(Stored data entries)
☆ ☆ ☆

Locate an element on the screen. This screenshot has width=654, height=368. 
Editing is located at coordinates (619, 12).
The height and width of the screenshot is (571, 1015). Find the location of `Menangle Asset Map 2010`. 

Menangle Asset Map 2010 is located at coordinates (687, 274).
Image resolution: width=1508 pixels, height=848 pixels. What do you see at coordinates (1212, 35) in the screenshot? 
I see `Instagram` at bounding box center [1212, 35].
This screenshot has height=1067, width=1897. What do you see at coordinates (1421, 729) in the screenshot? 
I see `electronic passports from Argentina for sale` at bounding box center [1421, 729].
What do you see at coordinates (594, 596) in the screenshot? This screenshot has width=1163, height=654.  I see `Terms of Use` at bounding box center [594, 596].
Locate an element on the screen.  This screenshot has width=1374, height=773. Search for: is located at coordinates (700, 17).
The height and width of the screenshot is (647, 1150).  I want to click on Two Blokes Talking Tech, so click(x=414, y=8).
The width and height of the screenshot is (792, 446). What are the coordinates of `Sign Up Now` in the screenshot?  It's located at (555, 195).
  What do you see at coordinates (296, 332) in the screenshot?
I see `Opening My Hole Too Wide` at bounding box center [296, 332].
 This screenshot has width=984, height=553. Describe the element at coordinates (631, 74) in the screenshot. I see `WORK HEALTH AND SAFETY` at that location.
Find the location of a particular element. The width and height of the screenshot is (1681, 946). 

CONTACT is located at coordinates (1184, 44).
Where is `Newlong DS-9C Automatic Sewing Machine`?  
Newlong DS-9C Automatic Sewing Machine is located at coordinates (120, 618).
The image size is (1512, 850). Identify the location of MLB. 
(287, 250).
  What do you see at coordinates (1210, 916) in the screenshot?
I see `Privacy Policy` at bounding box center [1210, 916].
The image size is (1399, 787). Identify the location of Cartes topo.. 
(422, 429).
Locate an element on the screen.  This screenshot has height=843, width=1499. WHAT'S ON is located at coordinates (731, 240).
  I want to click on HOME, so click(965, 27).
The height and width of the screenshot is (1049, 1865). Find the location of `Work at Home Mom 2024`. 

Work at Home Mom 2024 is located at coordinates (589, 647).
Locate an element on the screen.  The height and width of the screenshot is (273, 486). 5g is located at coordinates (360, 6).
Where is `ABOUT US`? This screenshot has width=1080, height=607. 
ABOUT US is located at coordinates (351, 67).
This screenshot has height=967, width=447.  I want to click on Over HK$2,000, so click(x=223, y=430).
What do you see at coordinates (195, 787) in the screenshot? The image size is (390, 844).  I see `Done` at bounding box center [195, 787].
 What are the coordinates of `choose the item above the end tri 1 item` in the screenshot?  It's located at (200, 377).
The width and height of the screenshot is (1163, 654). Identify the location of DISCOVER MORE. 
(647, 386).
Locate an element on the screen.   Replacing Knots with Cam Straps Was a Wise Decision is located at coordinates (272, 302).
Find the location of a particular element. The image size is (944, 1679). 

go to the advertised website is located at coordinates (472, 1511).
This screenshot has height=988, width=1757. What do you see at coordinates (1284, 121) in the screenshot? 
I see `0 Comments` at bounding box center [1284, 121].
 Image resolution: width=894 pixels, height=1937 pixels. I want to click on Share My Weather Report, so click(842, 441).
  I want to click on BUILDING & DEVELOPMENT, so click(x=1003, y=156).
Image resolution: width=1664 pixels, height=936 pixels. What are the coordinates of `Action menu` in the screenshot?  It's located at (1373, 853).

☆ ☆ ☆

## [WHAT THE TASK ASKS]
Copy the records above faithfully. Begin at their first line, end at the line containing "The height and width of the screenshot is (647, 1150).", and include nothing else.

## [ANSWER FOR THE TASK]
Locate an element on the screen. This screenshot has width=654, height=368. 
Editing is located at coordinates (619, 12).
The height and width of the screenshot is (571, 1015). Find the location of `Menangle Asset Map 2010`. 

Menangle Asset Map 2010 is located at coordinates (687, 274).
Image resolution: width=1508 pixels, height=848 pixels. What do you see at coordinates (1212, 35) in the screenshot? 
I see `Instagram` at bounding box center [1212, 35].
This screenshot has height=1067, width=1897. What do you see at coordinates (1421, 729) in the screenshot? 
I see `electronic passports from Argentina for sale` at bounding box center [1421, 729].
What do you see at coordinates (594, 596) in the screenshot? This screenshot has width=1163, height=654.  I see `Terms of Use` at bounding box center [594, 596].
Locate an element on the screen.  This screenshot has width=1374, height=773. Search for: is located at coordinates (700, 17).
The height and width of the screenshot is (647, 1150).  I want to click on Two Blokes Talking Tech, so click(x=414, y=8).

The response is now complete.